Because the consequences of not having the help they need are dire: Poor social support, for example, is a risk factor for postpartum depression, which affects one in seven new mothers in ordinary times. Life stress, low socioeconomic status, and economic fears contribute to PPD, too. What’s more, with most childcare gone, the pandemic is forcing many of us to confront the fact that, in heterosexual couples, women spend almost double the amount of time doing unpaid work at home as men, according to the Organization for Economic Cooperation and Development. In many families, whether there is a newborn or not, day-to-day routines are being shaped based on whose job is more “flexible,” and whose job pays more – a tradeoff that is familiar for anyone who has had to call in sick because their child is.
Moms are more than capable of navigating this crisis – because moms are superheroes.

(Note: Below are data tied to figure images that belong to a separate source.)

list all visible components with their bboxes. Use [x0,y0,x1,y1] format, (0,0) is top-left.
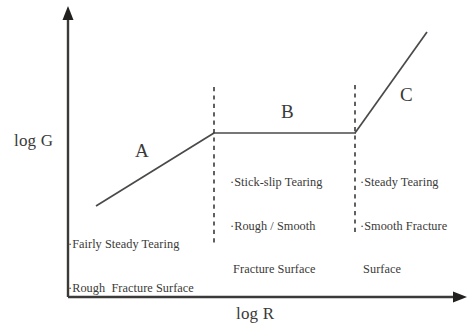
curve-branch-a [96,133,214,206]
region-b-annotation-line-2: ·Rough / Smooth [230,219,322,234]
y-axis-arrowhead [63,6,74,20]
region-b-annotation-line-3: Fracture Surface [230,262,322,277]
x-axis-arrowhead [453,292,467,303]
region-c-annotation-line-2: ·Smooth Fracture [360,219,447,234]
region-a-annotation: ·Fairly Steady Tearing ·Rough Fracture S… [68,208,194,324]
region-b-annotation-line-1: ·Stick-slip Tearing [230,175,322,190]
region-b-annotation: ·Stick-slip Tearing ·Rough / Smooth Frac… [230,146,322,306]
tearing-energy-schematic-figure: log G log R A B C ·Fairly Steady Tearing… [0,0,473,336]
region-a-annotation-line-2: ·Rough Fracture Surface [68,281,194,296]
region-c-annotation-line-1: ·Steady Tearing [360,175,447,190]
x-axis-label: log R [236,304,274,324]
region-label-b: B [281,101,294,123]
region-a-annotation-line-1: ·Fairly Steady Tearing [68,237,194,252]
region-c-annotation-line-3: Surface [360,262,447,277]
region-label-c: C [400,84,413,106]
curve-branch-c [355,32,427,133]
region-label-a: A [135,140,149,162]
region-c-annotation: ·Steady Tearing ·Smooth Fracture Surface [360,146,447,306]
y-axis-label: log G [14,131,53,151]
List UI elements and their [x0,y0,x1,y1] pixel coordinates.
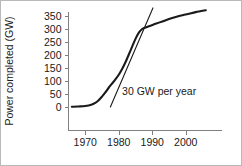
x-tick-label: 2000 [174,136,198,148]
y-tick-label: 100 [44,75,62,87]
y-tick-label: 200 [44,49,62,61]
y-tick-label: 250 [44,36,62,48]
slope-annotation-label: 30 GW per year [122,85,197,97]
x-tick-label: 1990 [141,136,165,148]
x-tick-label: 1980 [107,136,131,148]
y-tick-label: 150 [44,62,62,74]
x-axis-ticks: 1970198019902000 [74,131,198,149]
y-axis-title: Power completed (GW) [3,16,15,125]
chart-canvas: 050100150200250300350 1970198019902000 P… [0,0,242,166]
y-tick-label: 350 [44,10,62,22]
chart-figure: 050100150200250300350 1970198019902000 P… [0,0,242,166]
y-axis-ticks: 050100150200250300350 [44,10,69,113]
y-tick-label: 300 [44,23,62,35]
y-tick-label: 0 [56,101,62,113]
y-tick-label: 50 [50,88,62,100]
x-tick-label: 1970 [74,136,98,148]
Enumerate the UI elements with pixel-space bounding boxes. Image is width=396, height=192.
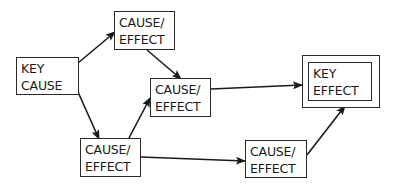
node-label-line1: CAUSE/ <box>155 81 210 98</box>
node-label-line1: CAUSE/ <box>250 143 306 160</box>
arrow-keycause-to-bottomleft <box>78 92 99 139</box>
diagram-canvas: KEY CAUSE CAUSE/ EFFECT CAUSE/ EFFECT CA… <box>0 0 396 192</box>
node-label-line2: EFFECT <box>250 160 306 177</box>
arrow-top-to-middle <box>147 50 181 79</box>
arrow-bottomleft-to-middle <box>129 98 150 138</box>
node-key-effect: KEY EFFECT <box>308 62 372 101</box>
arrow-keycause-to-top <box>78 32 115 63</box>
node-cause-effect-top: CAUSE/ EFFECT <box>114 11 175 50</box>
node-label-line2: EFFECT <box>313 82 371 99</box>
node-label-line1: CAUSE/ <box>85 141 140 158</box>
node-label-line2: EFFECT <box>155 98 210 115</box>
node-cause-effect-middle: CAUSE/ EFFECT <box>150 78 211 117</box>
arrow-bottomright-to-keyeffect <box>307 106 345 155</box>
node-label-line1: CAUSE/ <box>119 14 174 31</box>
node-label-line2: EFFECT <box>119 31 174 48</box>
node-cause-effect-bottom-left: CAUSE/ EFFECT <box>80 138 141 177</box>
arrow-middle-to-keyeffect <box>211 85 302 89</box>
node-cause-effect-bottom-right: CAUSE/ EFFECT <box>245 140 307 178</box>
node-label-line2: EFFECT <box>85 158 140 175</box>
node-label-line1: KEY <box>21 60 78 77</box>
node-label-line1: KEY <box>313 65 371 82</box>
arrow-bottomleft-to-bottomright <box>141 157 245 161</box>
node-label-line2: CAUSE <box>21 77 78 94</box>
node-key-cause: KEY CAUSE <box>16 57 79 95</box>
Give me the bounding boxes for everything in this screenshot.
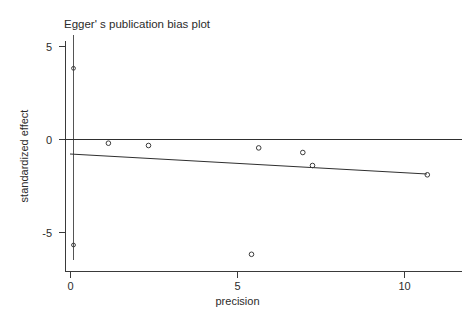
data-points-group <box>72 66 430 256</box>
x-tick-label-5: 5 <box>234 280 240 292</box>
data-point <box>256 146 261 151</box>
data-point <box>249 252 254 257</box>
x-tick-label-0: 0 <box>67 280 73 292</box>
y-tick-label-neg5: -5 <box>42 227 52 239</box>
data-point <box>106 141 111 146</box>
y-tick-label-0: 0 <box>46 134 52 146</box>
x-tick-label-10: 10 <box>398 280 410 292</box>
egger-publication-bias-plot: 5 0 -5 0 5 10 precision standardized eff… <box>0 0 475 312</box>
chart-title: Egger' s publication bias plot <box>64 18 211 30</box>
data-point <box>146 143 151 148</box>
y-tick-label-5: 5 <box>46 41 52 53</box>
chart-canvas: 5 0 -5 0 5 10 precision standardized eff… <box>0 0 475 312</box>
data-point <box>301 150 306 155</box>
data-point <box>425 173 430 178</box>
egger-regression-line <box>70 154 427 174</box>
y-axis-title: standardized effect <box>18 110 30 203</box>
x-axis-title: precision <box>215 295 259 307</box>
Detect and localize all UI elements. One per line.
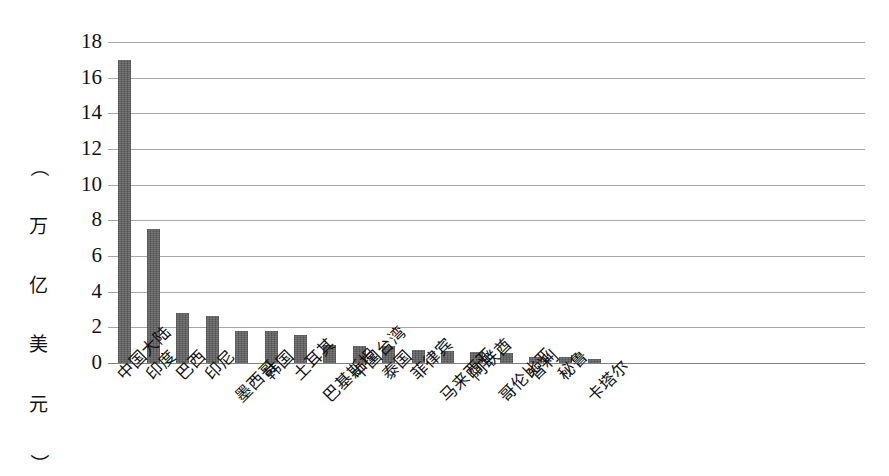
y-axis-tick-label: 12 — [68, 138, 102, 159]
y-axis-title-char: （ — [28, 147, 48, 187]
gridline — [108, 149, 865, 150]
y-axis-tick-label: 6 — [68, 245, 102, 266]
gridline — [108, 220, 865, 221]
gridline — [108, 185, 865, 186]
y-axis-tick-label: 10 — [68, 174, 102, 195]
x-axis-tick-label: 卡塔尔 — [584, 357, 632, 405]
y-axis-tick-label: 18 — [68, 31, 102, 52]
bar-chart-figure: （ 万 亿 美 元 ） 181614121086420 中国大陆印度巴西印尼墨西… — [0, 0, 889, 476]
gridline — [108, 327, 865, 328]
gridline — [108, 256, 865, 257]
gridline — [108, 78, 865, 79]
y-axis-tick-label: 4 — [68, 281, 102, 302]
gridline — [108, 292, 865, 293]
bar — [118, 60, 131, 363]
plot-area — [108, 42, 865, 363]
y-axis-tick-label: 0 — [68, 352, 102, 373]
y-axis-tick-labels: 181614121086420 — [52, 42, 102, 363]
y-axis-tick-label: 14 — [68, 102, 102, 123]
gridline — [108, 42, 865, 43]
gridline — [108, 113, 865, 114]
y-axis-tick-label: 2 — [68, 316, 102, 337]
y-axis-tick-label: 8 — [68, 209, 102, 230]
y-axis-title-char: 元 — [18, 395, 58, 415]
y-axis-tick-label: 16 — [68, 67, 102, 88]
y-axis-title-char: ） — [28, 444, 48, 476]
x-axis-tick-labels: 中国大陆印度巴西印尼墨西哥韩国土耳其巴基斯坦中国台湾泰国菲律宾马来西亚阿联酋哥伦… — [108, 363, 889, 476]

The fourth trimester, too, is meant to set the foundation for the mom’s return to the world. When a fourth trimester experience is so rife with challenges, that reintegration is bound to be more complicated. For me, many aspects of returning to office life were painful, and I longed for the flexibility to work more frequently from home. But the separation also served as a helpful reminder that I was a person independent of my child, that I could think about things other than him – and that I still mattered, too. I felt foggy, but I could still be competent in meetings, even on days I forgot the cooler for my breastmilk.
There is no such separation between work and home life to be found these days. Friends and colleagues describe waking up at unspeakable hours before their children to get work done, if they can think, and desperately working during naps – if naps come – and again after their children go to bed. Nevermind burning the candle at both ends; the candle is on fire, leaving many confronting dramatic choices about their ability to sustain this lifestyle, and themselves – if they have such a choice at all, if their company and role is stable amid this pandemic to begin with.

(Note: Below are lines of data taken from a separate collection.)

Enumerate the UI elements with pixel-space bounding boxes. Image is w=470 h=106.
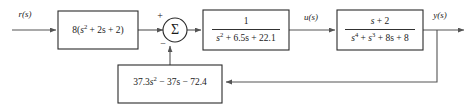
feedback-coefficient: 37.3 [133, 77, 150, 87]
feedback-rest: − 37s − 72.4 [157, 77, 207, 87]
plant-den-mid: + [358, 33, 368, 43]
sum-sign-positive: + [157, 10, 163, 21]
plant-num-rest: + 2 [374, 16, 389, 26]
block-feedback[interactable]: 37.3s2 − 37s − 72.4 [118, 65, 222, 103]
block-prefilter[interactable]: 8(s2 + 2s + 2) [58, 11, 138, 49]
block-diagram-canvas: r(s) u(s) y(s) 8(s2 + 2s + 2) Σ + − 1 s2… [0, 0, 470, 106]
sigma-icon: Σ [171, 22, 179, 37]
compensator-den-rest: + 6.5s + 22.1 [223, 33, 276, 43]
feedback-expression: 37.3s2 − 37s − 72.4 [133, 75, 207, 87]
signal-label-output: y(s) [432, 10, 447, 20]
block-compensator[interactable]: 1 s2 + 6.5s + 22.1 [203, 10, 289, 50]
prefilter-gain: 8( [72, 25, 80, 36]
compensator-numerator: 1 [244, 16, 249, 26]
prefilter-rest: + 2s + 2) [87, 25, 124, 36]
plant-den-rest: + 8s + 8 [375, 33, 409, 43]
block-plant[interactable]: s + 2 s4 + s3 + 8s + 8 [337, 10, 423, 50]
block-diagram-svg: r(s) u(s) y(s) 8(s2 + 2s + 2) Σ + − 1 s2… [0, 0, 470, 106]
sum-sign-negative: − [160, 38, 166, 49]
compensator-denominator: s2 + 6.5s + 22.1 [216, 31, 276, 43]
signal-label-input: r(s) [19, 9, 32, 19]
plant-denominator: s4 + s3 + 8s + 8 [351, 31, 409, 43]
signal-label-intermediate: u(s) [304, 12, 318, 22]
plant-numerator: s + 2 [371, 16, 390, 26]
block-prefilter-expression: 8(s2 + 2s + 2) [72, 23, 124, 36]
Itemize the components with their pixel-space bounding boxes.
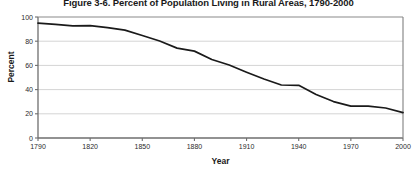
- figure-container: Figure 3-6. Percent of Population Living…: [0, 0, 417, 172]
- y-tick-label: 60: [25, 62, 33, 69]
- x-tick-label: 1880: [187, 143, 203, 150]
- gridlines: [38, 41, 403, 114]
- y-tick-labels: 020406080100: [21, 14, 33, 142]
- y-tick-label: 100: [21, 14, 33, 21]
- x-tick-label: 2000: [395, 143, 411, 150]
- x-tick-label: 1940: [291, 143, 307, 150]
- y-tick-label: 80: [25, 38, 33, 45]
- y-tick-label: 20: [25, 110, 33, 117]
- x-tick-labels: 17901820185018801910194019702000: [30, 143, 411, 150]
- data-series-line: [38, 23, 403, 112]
- y-tick-label: 0: [29, 135, 33, 142]
- x-tick-label: 1850: [134, 143, 150, 150]
- x-tick-label: 1820: [82, 143, 98, 150]
- plot-area: 020406080100 179018201850188019101940197…: [0, 0, 417, 172]
- x-tick-label: 1910: [239, 143, 255, 150]
- x-tick-label: 1790: [30, 143, 46, 150]
- x-tick-label: 1970: [343, 143, 359, 150]
- y-tick-label: 40: [25, 86, 33, 93]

Moms are more than capable of navigating this crisis – because moms are superheroes. But they shouldn’t have to, and it shouldn’t take a global crisis to make society realize that new moms bear the brunt of challenges like this one and need support.
Chelsea Allison is the founder and CEO of Motherfigure, a maternal wellness startup focused on empowering moms and lowering the barriers to support through its national, community-driven provider directory; its magazine, where experts share evidence-based info and moms share their stories; and with products that provide meaningful improvements on existing offerings.